As ‘black-ish’ enters its third season, creator Kenya Barris looks back — and forward

Kenya Barris is the creator and showrunner of ABC’s hit black-ish, which had its most talked about moment last season in the April episode Hope, which tapped into police brutality and the killing of unarmed black men. There were few laughs on Barris’ situational comedy that night. In this new season, and likely with the new projects he creates, the former high school ball player and Clark-Atlanta University grad (even as he deals with some issues), is going to further push the lines of comedy and dramedy.
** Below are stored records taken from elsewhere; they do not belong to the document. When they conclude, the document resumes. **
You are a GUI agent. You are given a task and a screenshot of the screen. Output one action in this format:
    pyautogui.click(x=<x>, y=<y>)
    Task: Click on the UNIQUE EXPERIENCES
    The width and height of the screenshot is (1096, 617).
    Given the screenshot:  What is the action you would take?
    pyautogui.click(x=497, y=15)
“As a comedy writer, you never want to do a ‘very special’ episode. At the same time, we were talking about something that people could have been offended by, or it could’ve felt like we were editorializing in a way that didn’t … gain entry points for the audience as a normal episode would. I really felt like — it wasn’t necessarily the ‘police brutality issue episode.’ We really were talking about just having conversations with your kids, and that was a conservation we felt people should be having … Everything just really came together in a really good way.

I just don’t want it to cloud the narrative: We have 50 episodes in; [diversity] should not still be the center of what I’m talking about.

“It is a very, very, real place for us to be able to … not be derivative … and have a network and studio support us the way they do. We feel like we’re in a special place. I feel like … them giving us the freedom they gave us with our show, and the response to it, opened up some doors.

“They were doors that should have already been open, because we live in a world that is very much not always mirrored by what we’re seeing in the media. I am all for diversity. Of course I am completely for it. I just don’t want it to cloud the narrative: We have 50 episodes in. [Diversity] should not still be the center of what I’m talking about. It’s a conversation that we need to keep having until we don’t have to have it anymore. Absolutely. I want to be clear and careful, but I did not want the good work that the writers and producers and actors had put in to be overshadowed by the fact that they weren’t what the mainstream was used to seeing.

“That was always my fear with #OscarsSoBlack — I think we do need to have a diverse presence in those places, but what I’m afraid of is I don’t want the ‘black slot’ or the ‘diverse slot.’ Because then that slot becomes something that people feel like, ‘Oh, well, they have to have one’ … as if it’s left in because it was something given to us — not because we deserve it.”

Kelley L. Carter is a senior entertainment reporter and the host of Another Act at Andscape. She can act out every episode of the U.S. version of The Office, she can and will sing the Michigan State University fight song on command and she is very much immune to Hollywood hotness.